Issues of interstate e-commerce sales tax like these could be handled by Congress passing the Marketplace Fairness Act, an Amazon spokesperson said in a statement. “The ruling by the New York Court of Appeals conflicts with both the U.S. Supreme Court’s precedents and with contrary decisions by other state courts that have looked at the same issue,” he said. “Given the confusion reflected by this decision, we believe the best way to effectively fix this problem is through passage of the Marketplace Fairness Act by Congress, which Amazon strongly supports."

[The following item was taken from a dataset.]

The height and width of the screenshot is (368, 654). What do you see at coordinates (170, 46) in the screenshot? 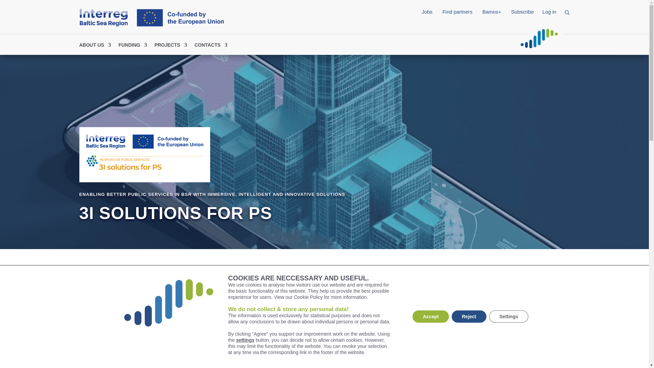
I see `PROJECTS` at bounding box center [170, 46].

"This ruling spells trouble for all those New York websites who will lose advertising dollars from out-of-state retailers,” Steve DelBianco, executive director of Netchoice, told us. Netchoice represents e-commerce companies including eBay -- which has opposed the Marketplace Fairness Act -- and Overstock. “The New York Court ignores the physical presence standard for state authority to impose taxes,” DelBianco continued. “But if Amazon and Overstock appeal this to the Supreme Court, they'll stand a much better chance of overturning based on the Constitution and the Quill ruling.”